RBX - Death Row Records

Death Row Records

RBX joined Death Row Records in 1992 with his cousins Snoop Dogg and Daz Dillinger of The Dogg Pound. A former college student and retail manager, Collins wisely declined to sign blank contracts like his Death Row brethren and his tenure on the label would be brief but memorable. Having made commanding cameos on The Chronic in 1992 and Doggystyle in 1993, RBX left the label in 1994 and signed with the lesser known Premeditated Records. He released The RBX Files in 1995, his debut solo album that was produced by former Chronic production team member Greg "Gregski" Royal. The album abandoned the popular West coast G-Funk style in favor of a gritty, dungeon-like sound more associated with New York. The single "A.W.O.L." was an attack on Death Row, Suge Knight, Dre and others, with X comparing the dubious business practices there to the days of Ruthless Records, Jerry Heller, and Eazy-E.

Read more about this topic:  RBX

Famous quotes containing the words death, row and/or records:

    As deaths have accumulated I have begun to think of life and death as a set of balance scales. When one is young, the scale is heavily tipped toward the living. With the first death, the first consciousness of death, the counter scale begins to fall. Death by death, the scales shift weight until what was unthinkable becomes merely a matter of gravity and the fall into death becomes an easy step.
    Alison Hawthorne Deming (b. 1946)

    When I develop my recipes I always look for ways to create what I call the Big Taste. While I enjoy eating simple grilled foods, what interests me when I cook are dishes with a taste that is fully dimensional.
    Paula Wolfert, U.S. cookbook writer. Paula Wolfert’s World of Food, Introduction, Harper and Row (1988)

    Although crowds gathered once if she but showed her face,
    And even old men’s eyes grew dim, this hand alone,
    Like some last courtier at a gypsy camping-place
    Babbling of fallen majesty, records what’s gone.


** Work to complete **
Since pictures are not part of the copy, please output only the lines from the one with "Show me *suit*." through the end of the data below, exactly as written.

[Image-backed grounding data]

____

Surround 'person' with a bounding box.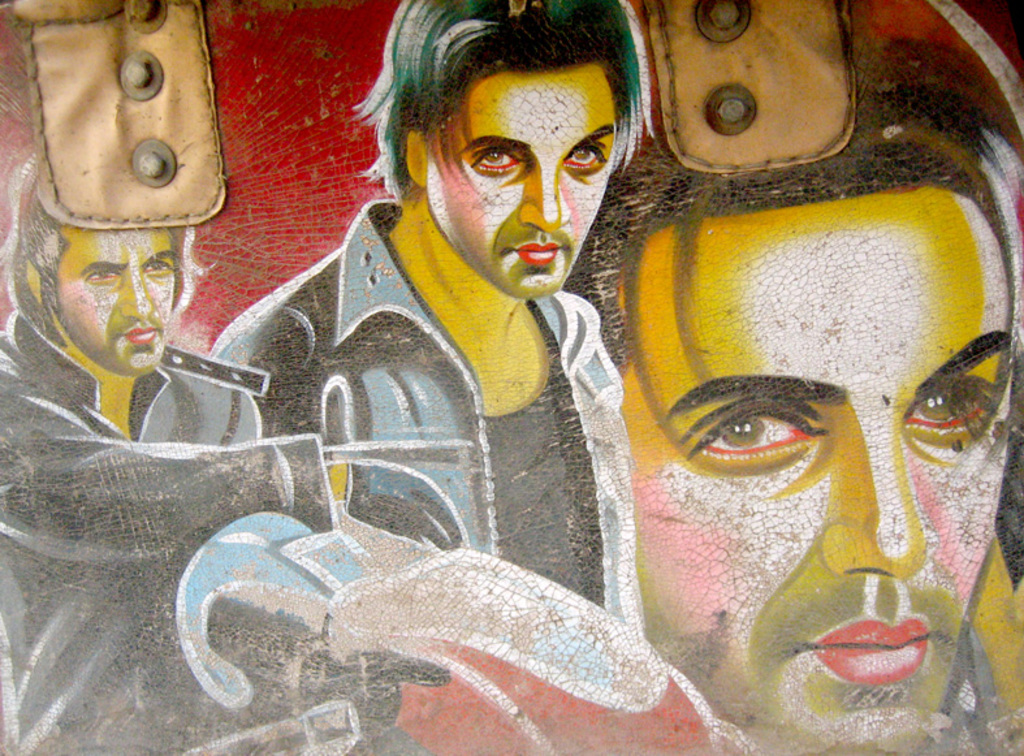
bbox=[203, 0, 652, 652].
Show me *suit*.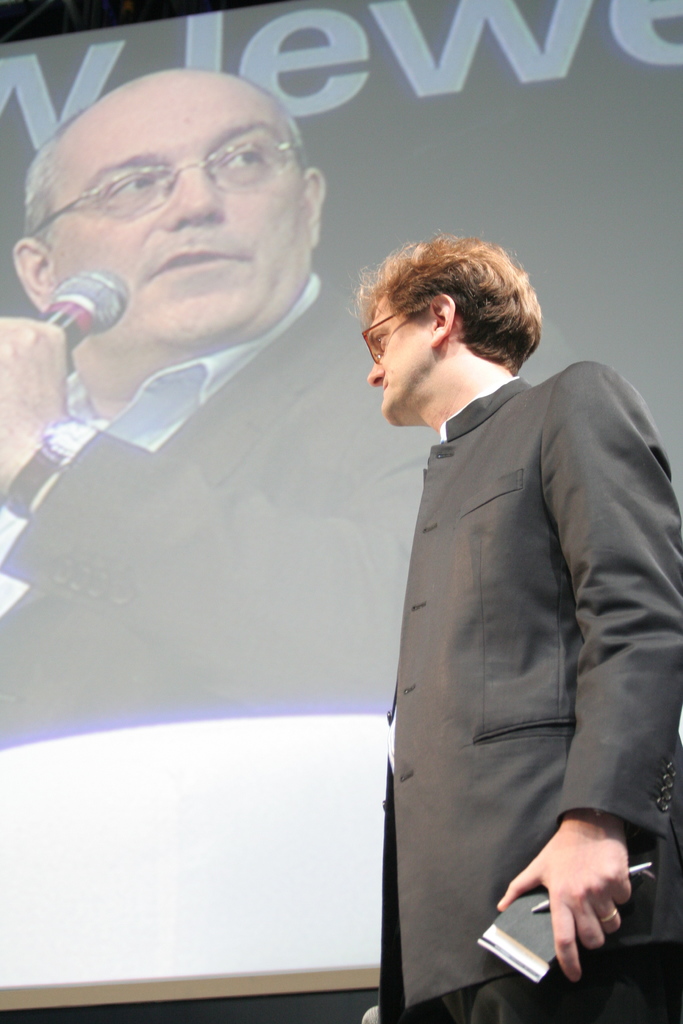
*suit* is here: [387,369,671,970].
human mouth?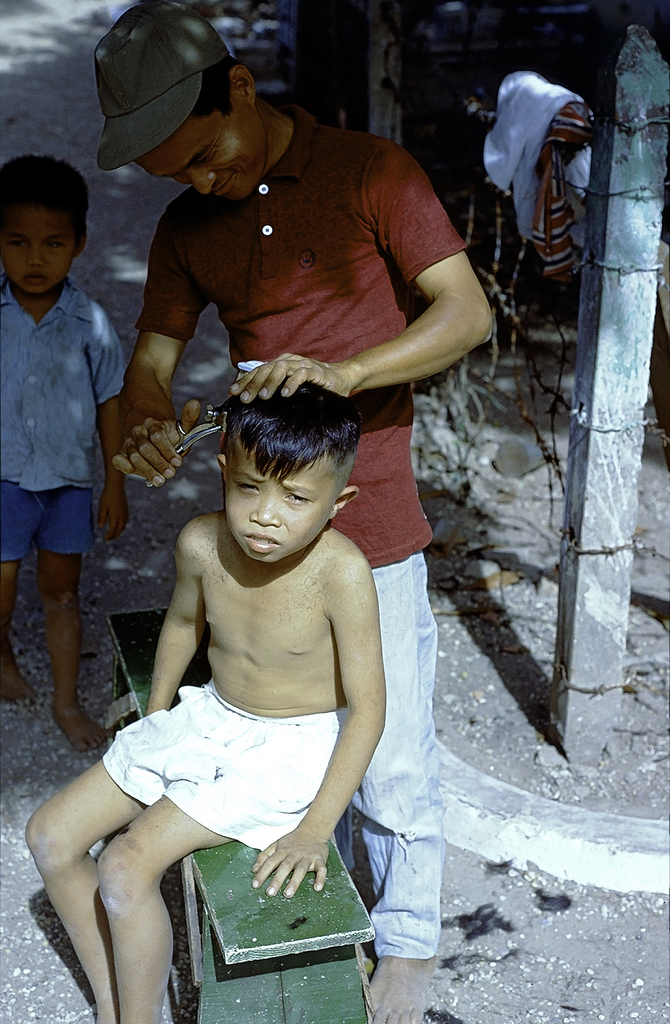
box(216, 178, 228, 199)
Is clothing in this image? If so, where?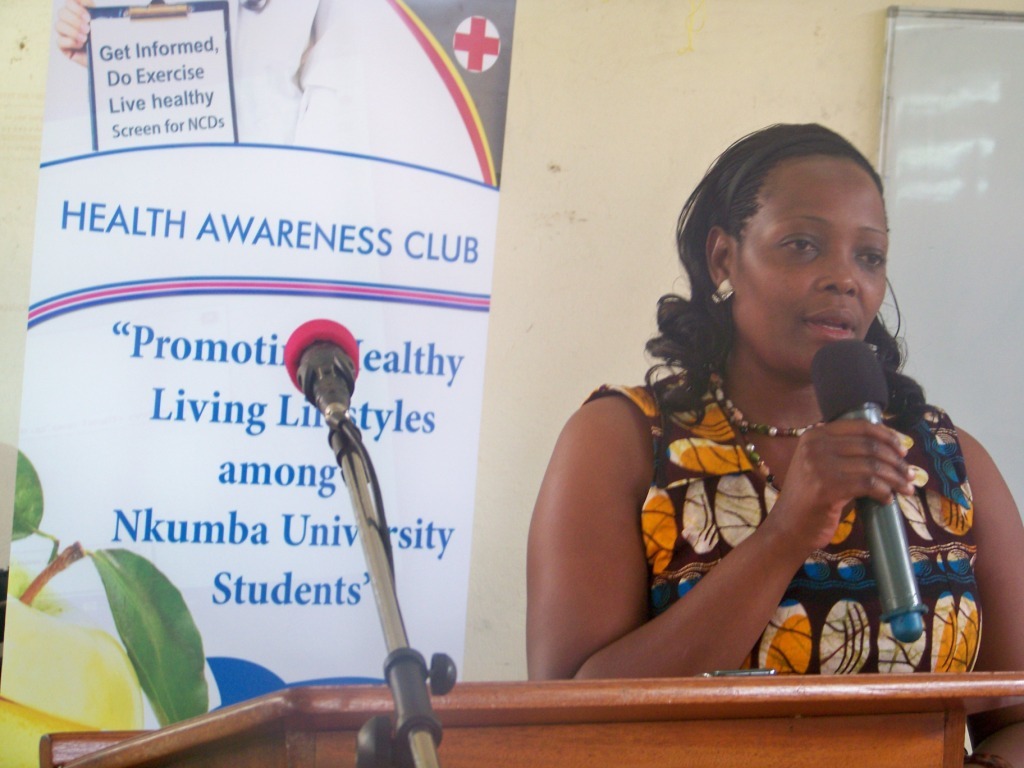
Yes, at l=557, t=308, r=979, b=704.
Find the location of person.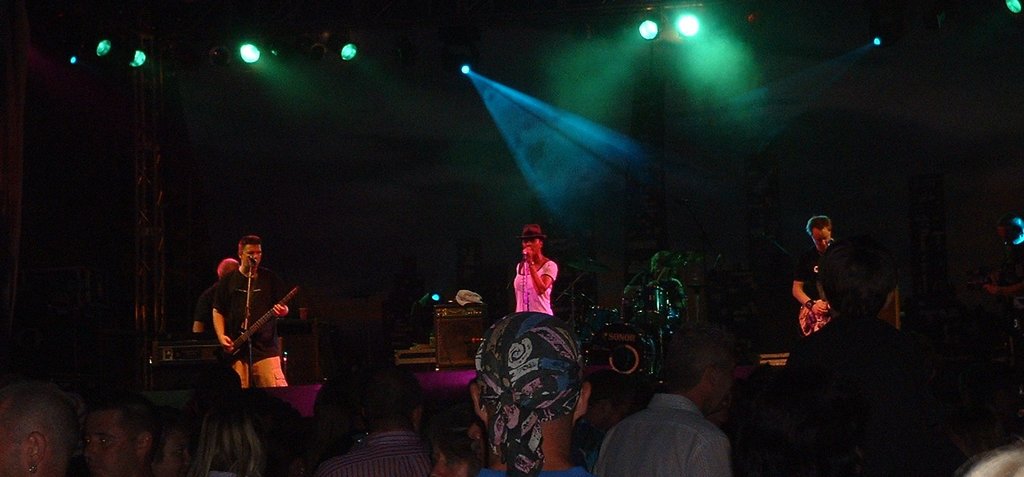
Location: <bbox>985, 222, 1023, 338</bbox>.
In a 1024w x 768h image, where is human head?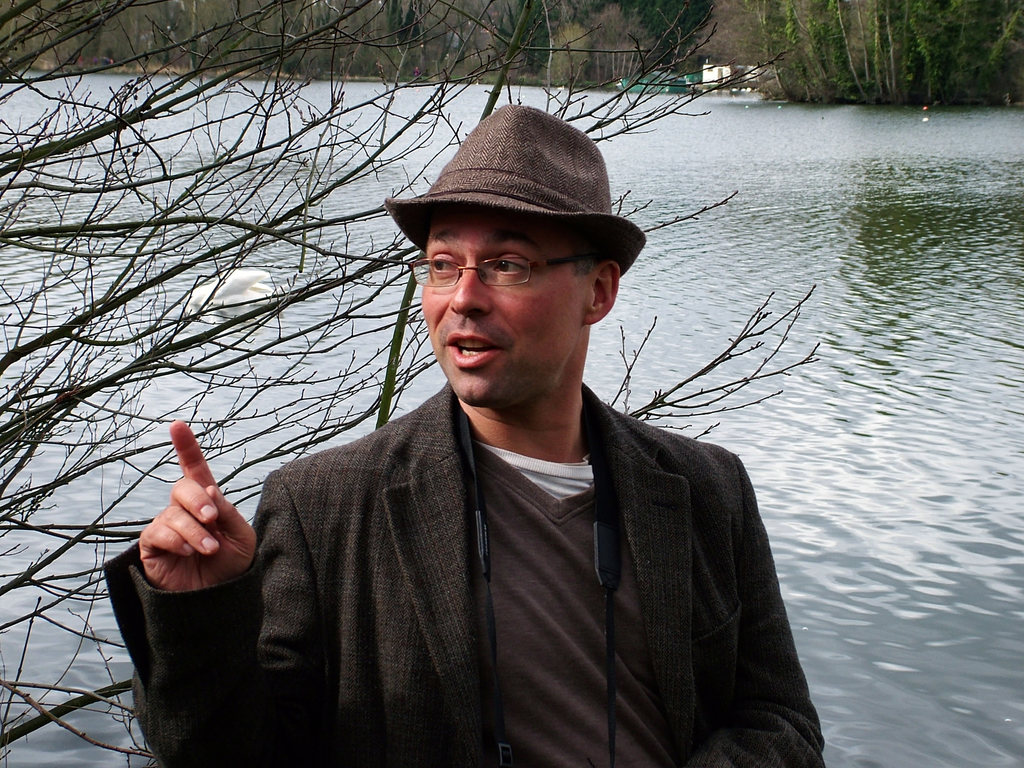
[left=396, top=168, right=626, bottom=408].
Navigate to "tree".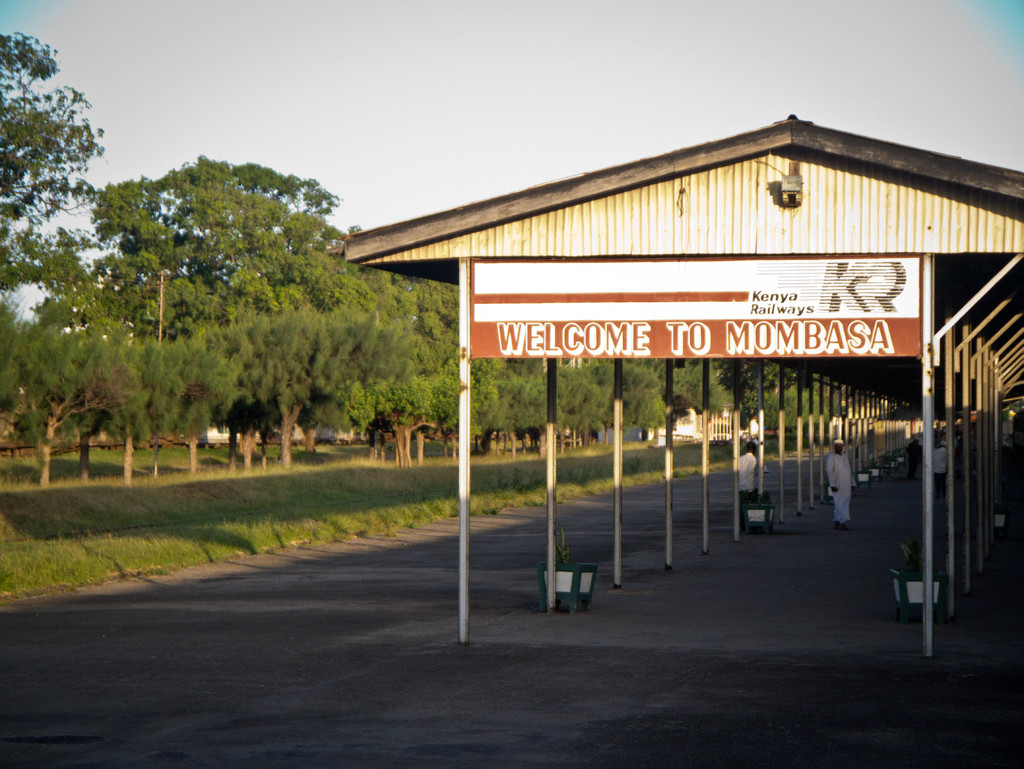
Navigation target: crop(0, 28, 397, 489).
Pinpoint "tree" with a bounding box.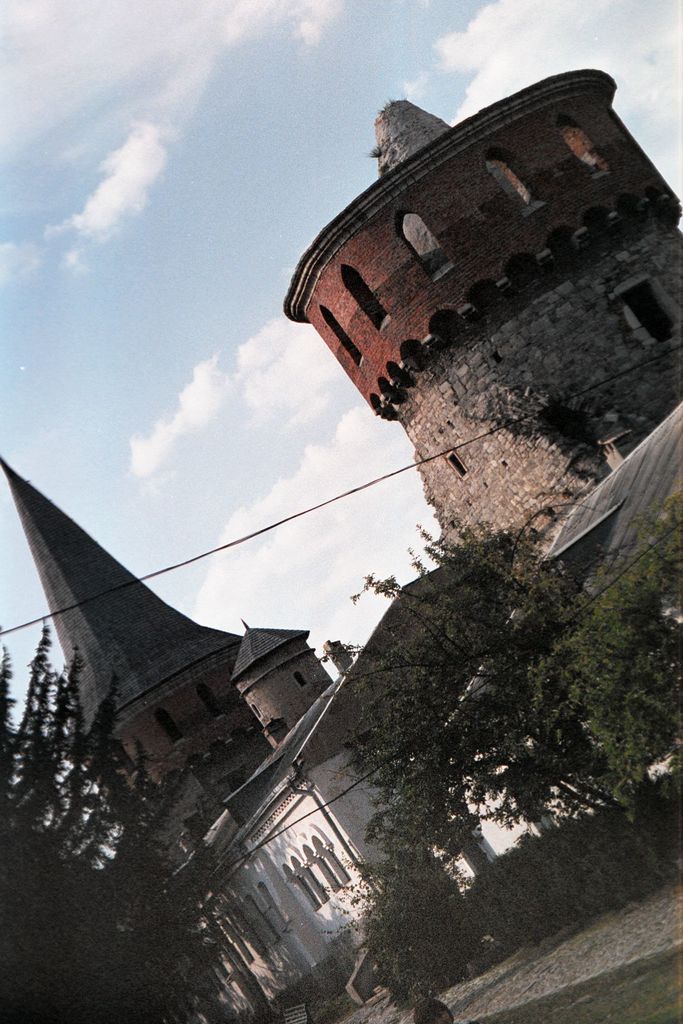
346:485:682:1015.
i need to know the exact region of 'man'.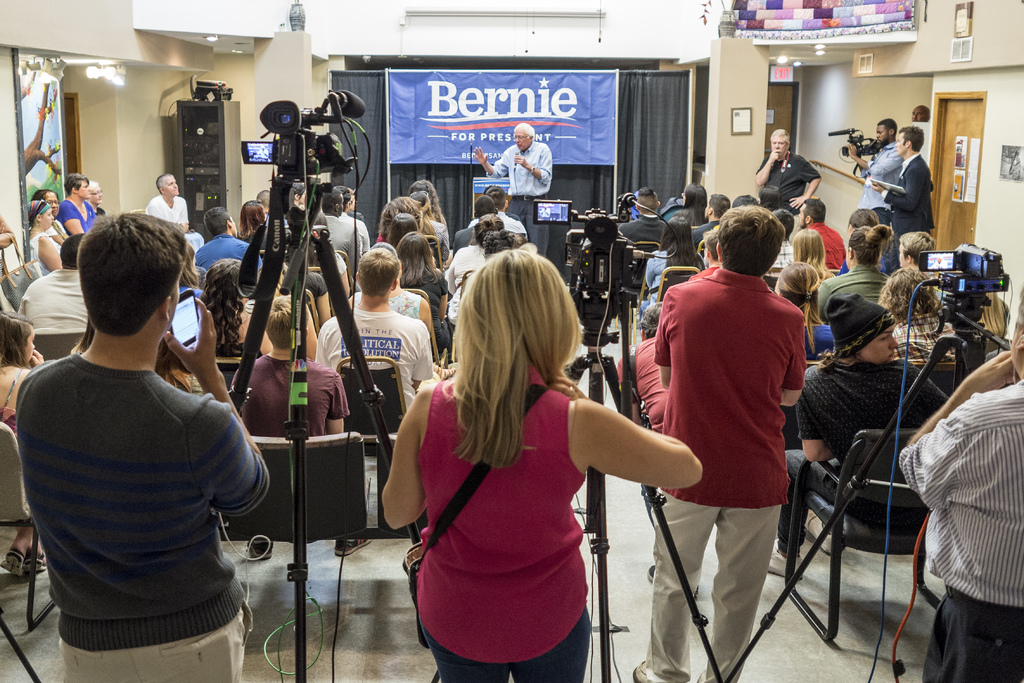
Region: 616:189:669:249.
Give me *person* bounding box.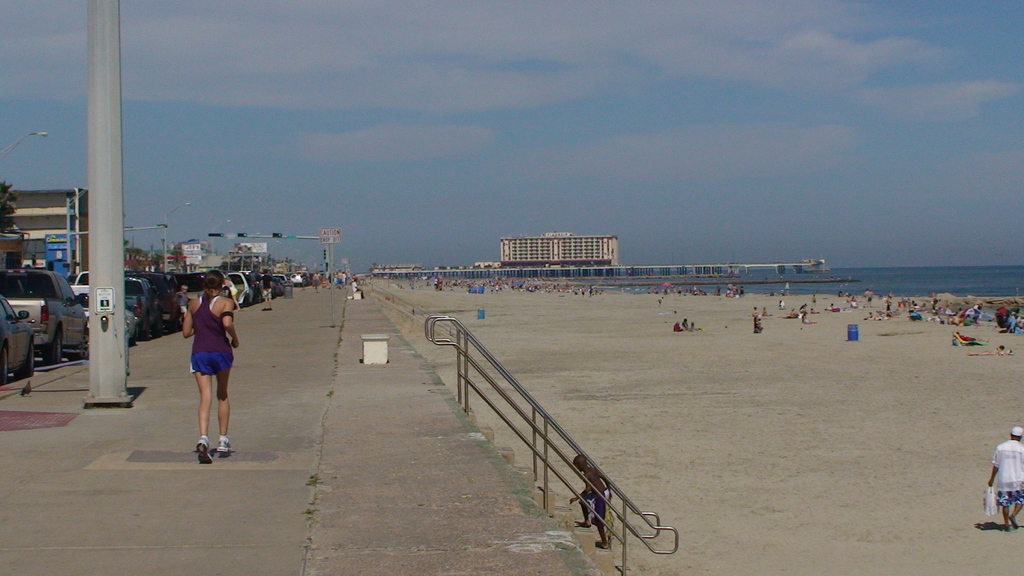
{"left": 571, "top": 456, "right": 616, "bottom": 554}.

____

** Your solution **
Show me *suit*.
*suit* is here: [387,369,671,970].
human mouth?
box(216, 178, 228, 199)
Is clothing in this image? If so, where?
Yes, at l=557, t=308, r=979, b=704.
Find the location of person.
Location: <bbox>985, 222, 1023, 338</bbox>.
In a 1024w x 768h image, where is human head?
[left=396, top=168, right=626, bottom=408].
Navigate to "tree".
Navigation target: crop(0, 28, 397, 489).
Pinpoint "tree" with a bounding box.
346:485:682:1015.
i need to know the exact region of 'man'.
Region: 616:189:669:249.
Give me *person* bounding box.
{"left": 571, "top": 456, "right": 616, "bottom": 554}.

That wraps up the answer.